Last Updated 2 months ago
Definition
Footage originally referred to the physical length of motion picture film used during production, measured in feet. In the era of 35mm and 16mm film, film stock was literally counted, logged, and budgeted by how many feet were exposed and processed.
In modern usage, footage broadly refers to any recorded video or film material, regardless of whether it was captured on physical film stock or digitally.
Origins of the Term
The term “footage” comes directly from the mechanics of analog filmmaking. Motion picture film is manufactured, loaded, and consumed in continuous strips, and its usage is naturally measured by length.
Historically:
35mm and 16mm film was measured in feet
Cameras ran film at a known rate per second
Production tracked how many feet were shot each day
Labs charged based on footage processed
Because of this, “how much footage was shot” was a literal, measurable quantity tied directly to cost and logistics.
Footage and Film Production
In film-based workflows, footage had financial and practical consequences.
Shooting more footage meant:
Higher film stock costs
More lab processing fees
Increased dailies expenses
Longer handling and storage requirements
This encouraged discipline on set. Directors and cinematographers often rehearsed extensively before rolling to minimize wasted footage. Rolling the camera had a tangible cost every second.
Footage in the Digital Era
Although digital cameras no longer consume physical film, the term footage has persisted.
Today, footage commonly refers to:
Raw video files recorded by a camera
Selected takes used in editing
Archival recordings
Drone, B-roll, or second-unit material
Even though digital media is measured in bytes rather than feet, the word “footage” remains standard shorthand for recorded visual material.
Footage vs Takes
Footage is often confused with takes, but the terms are not interchangeable.
Footage refers to the total recorded material.
A take is a single recorded attempt of a shot.
A project may contain hours of footage composed of many individual takes, only a small portion of which appears in the final edit.
Footage vs Dailies
Footage is also distinct from dailies.
Footage includes all recorded material.
Dailies are selected, reviewed versions of that footage prepared for viewing.
Not all footage makes it into dailies, and not all dailies make it into the final cut.
Editorial Perspective
From an editor’s standpoint, footage is raw material. It is unshaped, unfiltered, and often inconsistent.
Editors evaluate footage for:
Performance quality
Technical usability
Continuity
Coverage
Emotional impact
The volume and organization of footage directly affect post-production efficiency. Excessive or poorly logged footage can slow editorial work significantly.
Cultural Use of the Term
“Footage” has expanded beyond professional filmmaking into common language.
It is now used to describe:
Security camera recordings
News video
Phone and social media video
Historical or archival recordings
Even when the medium has no relationship to film stock, the term remains widely understood.
Common Misconceptions
Footage is often misunderstood when:
It is assumed to imply professional quality
It is confused with edited scenes
It is used interchangeably with “final cut”
Its origins in film stock measurement are ignored
Calling something footage does not imply polish or intention—it simply means it was recorded.
Why the Term Footage Matters
The persistence of the term “footage” reflects filmmaking’s historical roots. It connects modern digital workflows to the physical realities that shaped production discipline and language.
Footage matters because it:
Represents raw creative material
Defines the scope of what was captured
Impacts post-production workflow
Carries historical industry language forward
Bridges film and digital eras
Understanding where the term comes from helps filmmakers appreciate why certain habits, workflows, and expectations still exist today. Even in an age of virtually unlimited recording capacity, footage remains a resource that must be managed, reviewed, and shaped with intention.
Related Terms
[35mm Film] A standard motion picture film format historically measured in feet.
[16mm Film] A smaller-gauge motion picture film format commonly used for documentaries and television.
[Dailies] Footage prepared for review during or after a shoot day.
[Takes] Individual recorded attempts of a shot.
[Post-Production] The phase where footage is edited and finalized.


Task:
Scan the records below. List lines holding "description".
* * * * *
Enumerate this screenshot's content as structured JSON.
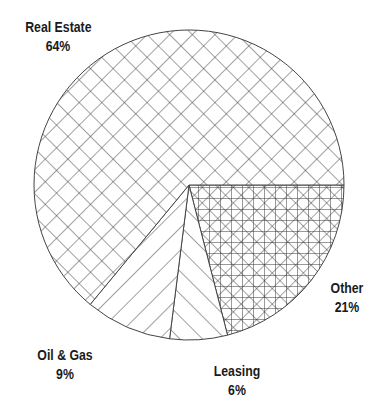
{
  "chart_data": {
    "type": "pie",
    "title": "",
    "start_angle_deg": 0,
    "direction": "clockwise",
    "categories": [
      "Other",
      "Leasing",
      "Oil & Gas",
      "Real Estate"
    ],
    "values": [
      21,
      6,
      9,
      64
    ],
    "units": "%",
    "slices": [
      {
        "label": "Other",
        "value": 21,
        "display": "21%",
        "pattern": "grid-crosshatch-dense"
      },
      {
        "label": "Leasing",
        "value": 6,
        "display": "6%",
        "pattern": "diagonal-backslash"
      },
      {
        "label": "Oil & Gas",
        "value": 9,
        "display": "9%",
        "pattern": "diagonal-slash"
      },
      {
        "label": "Real Estate",
        "value": 64,
        "display": "64%",
        "pattern": "diagonal-crosshatch"
      }
    ],
    "legend": "none (direct labels)",
    "colors": {
      "line": "#333333",
      "background": "#ffffff",
      "text": "#1a1a1a"
    }
  },
  "labels": {
    "real_estate": {
      "name": "Real Estate",
      "pct": "64%"
    },
    "other": {
      "name": "Other",
      "pct": "21%"
    },
    "leasing": {
      "name": "Leasing",
      "pct": "6%"
    },
    "oil_gas": {
      "name": "Oil & Gas",
      "pct": "9%"
    }
  }
}
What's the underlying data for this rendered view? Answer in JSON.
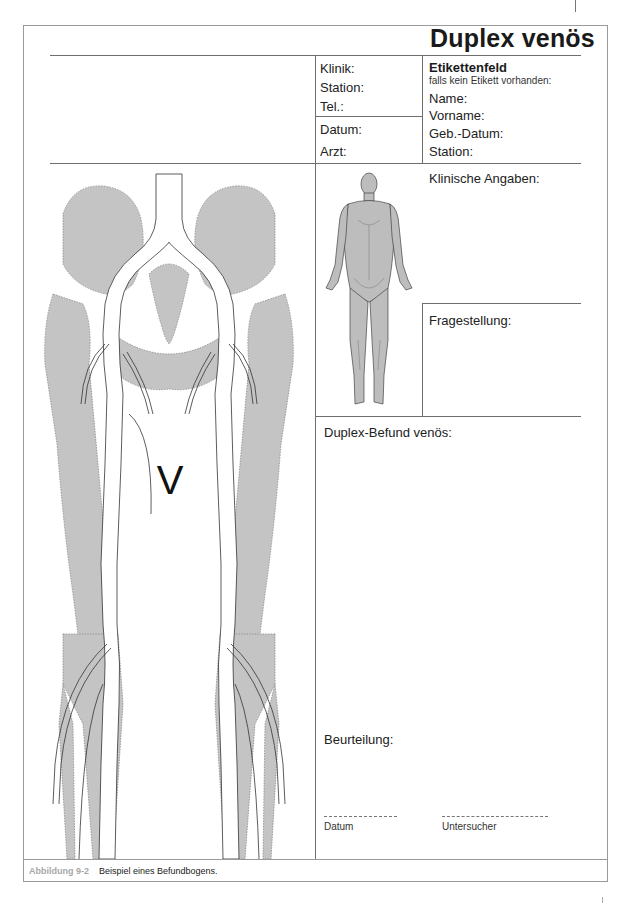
{
  "form": {
    "title": "Duplex venös",
    "clinic_block": {
      "klinik": "Klinik:",
      "station": "Station:",
      "tel": "Tel.:",
      "datum": "Datum:",
      "arzt": "Arzt:"
    },
    "label_block": {
      "heading": "Etikettenfeld",
      "subheading": "falls kein Etikett vorhanden:",
      "name": "Name:",
      "vorname": "Vorname:",
      "geb_datum": "Geb.-Datum:",
      "station": "Station:"
    },
    "sections": {
      "klinische_angaben": "Klinische Angaben:",
      "fragestellung": "Fragestellung:",
      "duplex_befund": "Duplex-Befund venös:",
      "beurteilung": "Beurteilung:"
    },
    "signature": {
      "datum": "Datum",
      "untersucher": "Untersucher"
    },
    "diagram": {
      "label_v": "V",
      "description": "Anatomical diagram of pelvis and legs with venous system",
      "bone_color": "#c4c4c4",
      "vein_color": "#ffffff"
    },
    "body_figure": {
      "description": "Anterior human body outline",
      "fill_color": "#bdbdbd"
    }
  },
  "caption": {
    "figure_label": "Abbildung 9-2",
    "text": "Beispiel eines Befundbogens."
  },
  "colors": {
    "frame": "#9a9a9a",
    "lines": "#6e6e6e",
    "text": "#1a1a1a",
    "caption_label": "#a8a8a8"
  }
}
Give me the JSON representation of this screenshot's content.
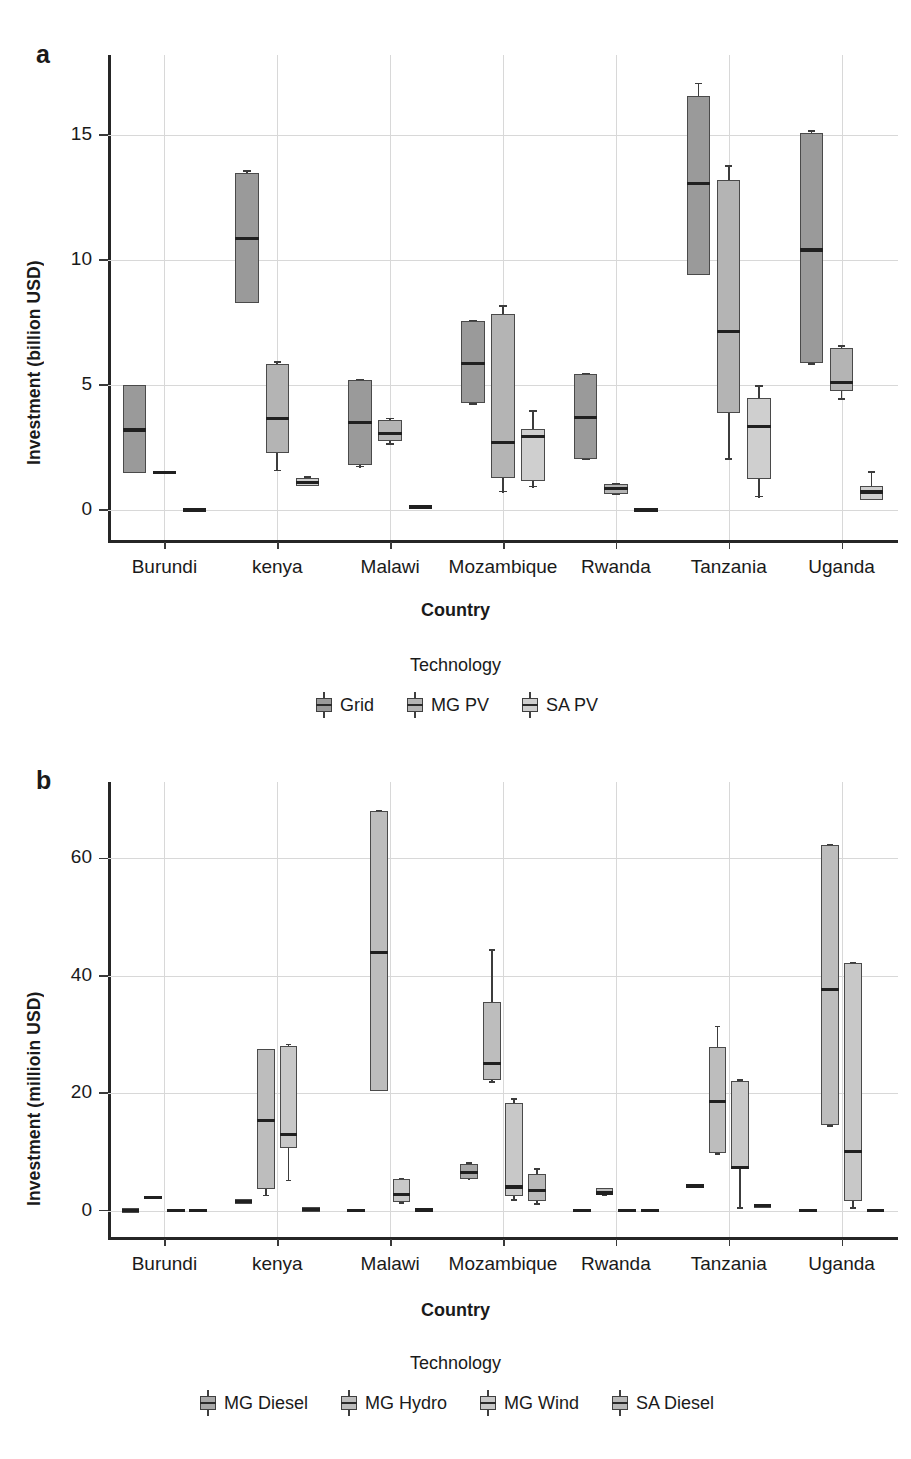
{
  "figure": {
    "panel_a_letter": "a",
    "panel_b_letter": "b"
  },
  "chart_data": [
    {
      "type": "box",
      "panel": "a",
      "title": "",
      "xlabel": "Country",
      "ylabel": "Investment (billion USD)",
      "ylim": [
        -1.2,
        18.2
      ],
      "yticks": [
        0,
        5,
        10,
        15
      ],
      "ytick_labels": [
        "0",
        "5",
        "10",
        "15"
      ],
      "grid": true,
      "legend_title": "Technology",
      "legend_position": "bottom",
      "categories": [
        "Burundi",
        "kenya",
        "Malawi",
        "Mozambique",
        "Rwanda",
        "Tanzania",
        "Uganda"
      ],
      "series": [
        {
          "name": "Grid",
          "color": "#9a9a9a"
        },
        {
          "name": "MG PV",
          "color": "#b4b4b4"
        },
        {
          "name": "SA PV",
          "color": "#cfcfcf"
        }
      ],
      "boxes": [
        {
          "country": "Burundi",
          "tech": "Grid",
          "lower_whisker": 1.5,
          "q1": 1.5,
          "median": 3.2,
          "q3": 5.0,
          "upper_whisker": 5.0
        },
        {
          "country": "Burundi",
          "tech": "MG PV",
          "lower_whisker": 1.45,
          "q1": 1.45,
          "median": 1.5,
          "q3": 1.58,
          "upper_whisker": 1.58
        },
        {
          "country": "Burundi",
          "tech": "SA PV",
          "lower_whisker": -0.05,
          "q1": -0.05,
          "median": 0.0,
          "q3": 0.05,
          "upper_whisker": 0.05
        },
        {
          "country": "kenya",
          "tech": "Grid",
          "lower_whisker": 8.3,
          "q1": 8.3,
          "median": 10.85,
          "q3": 13.5,
          "upper_whisker": 13.6
        },
        {
          "country": "kenya",
          "tech": "MG PV",
          "lower_whisker": 1.55,
          "q1": 2.3,
          "median": 3.65,
          "q3": 5.85,
          "upper_whisker": 5.95
        },
        {
          "country": "kenya",
          "tech": "SA PV",
          "lower_whisker": 0.95,
          "q1": 0.95,
          "median": 1.1,
          "q3": 1.3,
          "upper_whisker": 1.35
        },
        {
          "country": "Malawi",
          "tech": "Grid",
          "lower_whisker": 1.7,
          "q1": 1.8,
          "median": 3.5,
          "q3": 5.2,
          "upper_whisker": 5.25
        },
        {
          "country": "Malawi",
          "tech": "MG PV",
          "lower_whisker": 2.6,
          "q1": 2.75,
          "median": 3.05,
          "q3": 3.6,
          "upper_whisker": 3.7
        },
        {
          "country": "Malawi",
          "tech": "SA PV",
          "lower_whisker": 0.08,
          "q1": 0.08,
          "median": 0.12,
          "q3": 0.16,
          "upper_whisker": 0.16
        },
        {
          "country": "Mozambique",
          "tech": "Grid",
          "lower_whisker": 4.2,
          "q1": 4.3,
          "median": 5.85,
          "q3": 7.55,
          "upper_whisker": 7.6
        },
        {
          "country": "Mozambique",
          "tech": "MG PV",
          "lower_whisker": 0.7,
          "q1": 1.3,
          "median": 2.7,
          "q3": 7.85,
          "upper_whisker": 8.2
        },
        {
          "country": "Mozambique",
          "tech": "SA PV",
          "lower_whisker": 0.9,
          "q1": 1.15,
          "median": 2.95,
          "q3": 3.25,
          "upper_whisker": 4.0
        },
        {
          "country": "Rwanda",
          "tech": "Grid",
          "lower_whisker": 2.0,
          "q1": 2.05,
          "median": 3.7,
          "q3": 5.45,
          "upper_whisker": 5.5
        },
        {
          "country": "Rwanda",
          "tech": "MG PV",
          "lower_whisker": 0.6,
          "q1": 0.65,
          "median": 0.85,
          "q3": 1.05,
          "upper_whisker": 1.1
        },
        {
          "country": "Rwanda",
          "tech": "SA PV",
          "lower_whisker": -0.05,
          "q1": -0.05,
          "median": 0.0,
          "q3": 0.05,
          "upper_whisker": 0.05
        },
        {
          "country": "Tanzania",
          "tech": "Grid",
          "lower_whisker": 9.4,
          "q1": 9.4,
          "median": 13.05,
          "q3": 16.55,
          "upper_whisker": 17.1
        },
        {
          "country": "Tanzania",
          "tech": "MG PV",
          "lower_whisker": 2.0,
          "q1": 3.9,
          "median": 7.15,
          "q3": 13.2,
          "upper_whisker": 13.8
        },
        {
          "country": "Tanzania",
          "tech": "SA PV",
          "lower_whisker": 0.5,
          "q1": 1.25,
          "median": 3.35,
          "q3": 4.5,
          "upper_whisker": 5.0
        },
        {
          "country": "Uganda",
          "tech": "Grid",
          "lower_whisker": 5.8,
          "q1": 5.9,
          "median": 10.4,
          "q3": 15.1,
          "upper_whisker": 15.2
        },
        {
          "country": "Uganda",
          "tech": "MG PV",
          "lower_whisker": 4.4,
          "q1": 4.75,
          "median": 5.1,
          "q3": 6.5,
          "upper_whisker": 6.6
        },
        {
          "country": "Uganda",
          "tech": "SA PV",
          "lower_whisker": 0.4,
          "q1": 0.4,
          "median": 0.72,
          "q3": 0.95,
          "upper_whisker": 1.55
        }
      ]
    },
    {
      "type": "box",
      "panel": "b",
      "title": "",
      "xlabel": "Country",
      "ylabel": "Investment (millioin USD)",
      "ylim": [
        -4.5,
        73
      ],
      "yticks": [
        0,
        20,
        40,
        60
      ],
      "ytick_labels": [
        "0",
        "20",
        "40",
        "60"
      ],
      "grid": true,
      "legend_title": "Technology",
      "legend_position": "bottom",
      "categories": [
        "Burundi",
        "kenya",
        "Malawi",
        "Mozambique",
        "Rwanda",
        "Tanzania",
        "Uganda"
      ],
      "series": [
        {
          "name": "MG Diesel",
          "color": "#a8a8a8"
        },
        {
          "name": "MG Hydro",
          "color": "#bdbdbd"
        },
        {
          "name": "MG Wind",
          "color": "#c8c8c8"
        },
        {
          "name": "SA Diesel",
          "color": "#b8b8b8"
        }
      ],
      "boxes": [
        {
          "country": "Burundi",
          "tech": "MG Diesel",
          "lower_whisker": -0.4,
          "q1": -0.4,
          "median": 0.0,
          "q3": 0.4,
          "upper_whisker": 0.4
        },
        {
          "country": "Burundi",
          "tech": "MG Hydro",
          "lower_whisker": 1.9,
          "q1": 1.9,
          "median": 2.2,
          "q3": 2.5,
          "upper_whisker": 2.5
        },
        {
          "country": "Burundi",
          "tech": "MG Wind",
          "lower_whisker": -0.3,
          "q1": -0.3,
          "median": 0.0,
          "q3": 0.3,
          "upper_whisker": 0.3
        },
        {
          "country": "Burundi",
          "tech": "SA Diesel",
          "lower_whisker": -0.3,
          "q1": -0.3,
          "median": 0.0,
          "q3": 0.3,
          "upper_whisker": 0.3
        },
        {
          "country": "kenya",
          "tech": "MG Diesel",
          "lower_whisker": 1.2,
          "q1": 1.2,
          "median": 1.5,
          "q3": 1.9,
          "upper_whisker": 1.9
        },
        {
          "country": "kenya",
          "tech": "MG Hydro",
          "lower_whisker": 2.4,
          "q1": 3.7,
          "median": 15.4,
          "q3": 27.6,
          "upper_whisker": 27.6
        },
        {
          "country": "kenya",
          "tech": "MG Wind",
          "lower_whisker": 5.0,
          "q1": 10.6,
          "median": 12.9,
          "q3": 28.1,
          "upper_whisker": 28.4
        },
        {
          "country": "kenya",
          "tech": "SA Diesel",
          "lower_whisker": -0.2,
          "q1": -0.2,
          "median": 0.2,
          "q3": 0.6,
          "upper_whisker": 0.6
        },
        {
          "country": "Malawi",
          "tech": "MG Diesel",
          "lower_whisker": -0.3,
          "q1": -0.3,
          "median": 0.0,
          "q3": 0.3,
          "upper_whisker": 0.3
        },
        {
          "country": "Malawi",
          "tech": "MG Hydro",
          "lower_whisker": 20.4,
          "q1": 20.4,
          "median": 43.9,
          "q3": 68.1,
          "upper_whisker": 68.3
        },
        {
          "country": "Malawi",
          "tech": "MG Wind",
          "lower_whisker": 1.2,
          "q1": 1.4,
          "median": 2.8,
          "q3": 5.3,
          "upper_whisker": 5.6
        },
        {
          "country": "Malawi",
          "tech": "SA Diesel",
          "lower_whisker": -0.3,
          "q1": -0.3,
          "median": 0.1,
          "q3": 0.5,
          "upper_whisker": 0.5
        },
        {
          "country": "Mozambique",
          "tech": "MG Diesel",
          "lower_whisker": 5.3,
          "q1": 5.4,
          "median": 6.5,
          "q3": 8.0,
          "upper_whisker": 8.2
        },
        {
          "country": "Mozambique",
          "tech": "MG Hydro",
          "lower_whisker": 21.8,
          "q1": 22.2,
          "median": 25.1,
          "q3": 35.6,
          "upper_whisker": 44.5
        },
        {
          "country": "Mozambique",
          "tech": "MG Wind",
          "lower_whisker": 1.7,
          "q1": 2.4,
          "median": 4.0,
          "q3": 18.4,
          "upper_whisker": 19.1
        },
        {
          "country": "Mozambique",
          "tech": "SA Diesel",
          "lower_whisker": 1.0,
          "q1": 1.6,
          "median": 3.4,
          "q3": 6.2,
          "upper_whisker": 7.2
        },
        {
          "country": "Rwanda",
          "tech": "MG Diesel",
          "lower_whisker": -0.3,
          "q1": -0.3,
          "median": 0.0,
          "q3": 0.3,
          "upper_whisker": 0.3
        },
        {
          "country": "Rwanda",
          "tech": "MG Hydro",
          "lower_whisker": 2.5,
          "q1": 2.6,
          "median": 3.0,
          "q3": 3.8,
          "upper_whisker": 3.9
        },
        {
          "country": "Rwanda",
          "tech": "MG Wind",
          "lower_whisker": -0.3,
          "q1": -0.3,
          "median": 0.0,
          "q3": 0.3,
          "upper_whisker": 0.3
        },
        {
          "country": "Rwanda",
          "tech": "SA Diesel",
          "lower_whisker": -0.3,
          "q1": -0.3,
          "median": 0.0,
          "q3": 0.3,
          "upper_whisker": 0.3
        },
        {
          "country": "Tanzania",
          "tech": "MG Diesel",
          "lower_whisker": 3.8,
          "q1": 3.8,
          "median": 4.2,
          "q3": 4.6,
          "upper_whisker": 4.6
        },
        {
          "country": "Tanzania",
          "tech": "MG Hydro",
          "lower_whisker": 9.5,
          "q1": 9.8,
          "median": 18.6,
          "q3": 27.8,
          "upper_whisker": 31.5
        },
        {
          "country": "Tanzania",
          "tech": "MG Wind",
          "lower_whisker": 0.3,
          "q1": 7.0,
          "median": 7.3,
          "q3": 22.1,
          "upper_whisker": 22.4
        },
        {
          "country": "Tanzania",
          "tech": "SA Diesel",
          "lower_whisker": 0.4,
          "q1": 0.4,
          "median": 0.8,
          "q3": 1.2,
          "upper_whisker": 1.2
        },
        {
          "country": "Uganda",
          "tech": "MG Diesel",
          "lower_whisker": -0.3,
          "q1": -0.3,
          "median": 0.0,
          "q3": 0.3,
          "upper_whisker": 0.3
        },
        {
          "country": "Uganda",
          "tech": "MG Hydro",
          "lower_whisker": 14.3,
          "q1": 14.5,
          "median": 37.6,
          "q3": 62.2,
          "upper_whisker": 62.4
        },
        {
          "country": "Uganda",
          "tech": "MG Wind",
          "lower_whisker": 0.3,
          "q1": 1.6,
          "median": 10.1,
          "q3": 42.2,
          "upper_whisker": 42.4
        },
        {
          "country": "Uganda",
          "tech": "SA Diesel",
          "lower_whisker": -0.3,
          "q1": -0.3,
          "median": 0.0,
          "q3": 0.3,
          "upper_whisker": 0.3
        }
      ]
    }
  ]
}
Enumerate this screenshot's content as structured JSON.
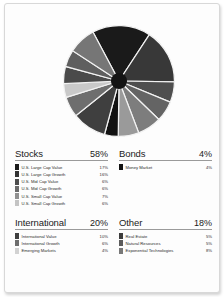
{
  "chart_data": {
    "type": "pie",
    "legend_position": "below",
    "labels": [
      "U.S. Large Cap Value",
      "U.S. Large Cap Growth",
      "U.S. Mid Cap Value",
      "U.S. Mid Cap Growth",
      "U.S. Small Cap Value",
      "U.S. Small Cap Growth",
      "Money Market",
      "International Value",
      "International Growth",
      "Emerging Markets",
      "Real Estate",
      "Natural Resources",
      "Exponential Technologies"
    ],
    "values": [
      17,
      16,
      6,
      6,
      7,
      6,
      4,
      10,
      6,
      4,
      5,
      5,
      8
    ],
    "colors": [
      "#1a1a1a",
      "#383838",
      "#4f4f4f",
      "#646464",
      "#7d7d7d",
      "#9a9a9a",
      "#121212",
      "#3f3f3f",
      "#6e6e6e",
      "#c9c9c9",
      "#4a4a4a",
      "#5f5f5f",
      "#767676"
    ],
    "units": "percent",
    "total": 100
  },
  "panels": [
    {
      "title": "Stocks",
      "total": "58%",
      "items": [
        {
          "label": "U.S. Large Cap Value",
          "value": "17%",
          "color": "#1a1a1a"
        },
        {
          "label": "U.S. Large Cap Growth",
          "value": "16%",
          "color": "#333333"
        },
        {
          "label": "U.S. Mid Cap Value",
          "value": "6%",
          "color": "#4d4d4d"
        },
        {
          "label": "U.S. Mid Cap Growth",
          "value": "6%",
          "color": "#6b6b6b"
        },
        {
          "label": "U.S. Small Cap Value",
          "value": "7%",
          "color": "#919191"
        },
        {
          "label": "U.S. Small Cap Growth",
          "value": "6%",
          "color": "#c4c4c4"
        }
      ]
    },
    {
      "title": "Bonds",
      "total": "4%",
      "items": [
        {
          "label": "Money Market",
          "value": "4%",
          "color": "#121212"
        }
      ]
    },
    {
      "title": "International",
      "total": "20%",
      "items": [
        {
          "label": "International Value",
          "value": "10%",
          "color": "#3f3f3f"
        },
        {
          "label": "International Growth",
          "value": "6%",
          "color": "#6e6e6e"
        },
        {
          "label": "Emerging Markets",
          "value": "4%",
          "color": "#d2d2d2"
        }
      ]
    },
    {
      "title": "Other",
      "total": "18%",
      "items": [
        {
          "label": "Real Estate",
          "value": "5%",
          "color": "#3c3c3c"
        },
        {
          "label": "Natural Resources",
          "value": "5%",
          "color": "#5c5c5c"
        },
        {
          "label": "Exponential Technologies",
          "value": "8%",
          "color": "#787878"
        }
      ]
    }
  ]
}
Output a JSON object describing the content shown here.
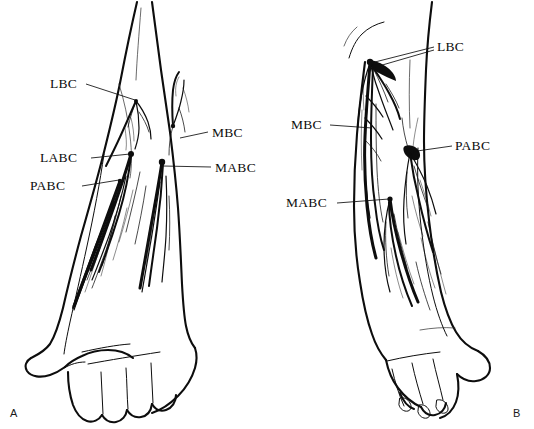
{
  "figure": {
    "background_color": "#ffffff",
    "ink_color": "#0d0d0d",
    "width": 534,
    "height": 429
  },
  "panels": [
    {
      "id": "A",
      "letter": "A",
      "letter_x": 10,
      "letter_y": 417,
      "view": "anterior",
      "labels": [
        {
          "id": "a-lbc",
          "text": "LBC",
          "name": "lateral-brachial-cutaneous",
          "text_x": 50,
          "text_y": 88,
          "leader": "M86,84 L135,100"
        },
        {
          "id": "a-labc",
          "text": "LABC",
          "name": "lateral-antebrachial-cutaneous",
          "text_x": 40,
          "text_y": 162,
          "leader": "M91,158 L130,154"
        },
        {
          "id": "a-pabc",
          "text": "PABC",
          "name": "posterior-antebrachial-cutaneous",
          "text_x": 30,
          "text_y": 190,
          "leader": "M82,186 L119,180"
        },
        {
          "id": "a-mbc",
          "text": "MBC",
          "name": "medial-brachial-cutaneous",
          "text_x": 212,
          "text_y": 137,
          "leader": "M208,132 L180,138"
        },
        {
          "id": "a-mabc",
          "text": "MABC",
          "name": "medial-antebrachial-cutaneous",
          "text_x": 215,
          "text_y": 172,
          "leader": "M211,167 L163,166"
        }
      ]
    },
    {
      "id": "B",
      "letter": "B",
      "letter_x": 513,
      "letter_y": 417,
      "view": "posterior",
      "labels": [
        {
          "id": "b-lbc",
          "text": "LBC",
          "name": "lateral-brachial-cutaneous",
          "text_x": 437,
          "text_y": 51,
          "leader": "M434,47 L371,63"
        },
        {
          "id": "b-mbc",
          "text": "MBC",
          "name": "medial-brachial-cutaneous",
          "text_x": 291,
          "text_y": 129,
          "leader": "M330,125 L372,128"
        },
        {
          "id": "b-pabc",
          "text": "PABC",
          "name": "posterior-antebrachial-cutaneous",
          "text_x": 455,
          "text_y": 150,
          "leader": "M452,146 L410,152"
        },
        {
          "id": "b-mabc",
          "text": "MABC",
          "name": "medial-antebrachial-cutaneous",
          "text_x": 286,
          "text_y": 207,
          "leader": "M337,203 L389,199"
        }
      ]
    }
  ],
  "nerve_key": [
    {
      "abbr": "LBC",
      "meaning": "Lateral brachial cutaneous nerve"
    },
    {
      "abbr": "MBC",
      "meaning": "Medial brachial cutaneous nerve"
    },
    {
      "abbr": "LABC",
      "meaning": "Lateral antebrachial cutaneous nerve"
    },
    {
      "abbr": "MABC",
      "meaning": "Medial antebrachial cutaneous nerve"
    },
    {
      "abbr": "PABC",
      "meaning": "Posterior antebrachial cutaneous nerve"
    }
  ]
}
* * * * *
Problem solution:
      "description": "Anatomical diagram of pelvis and legs with venous system",
      "description": "Anterior human body outline",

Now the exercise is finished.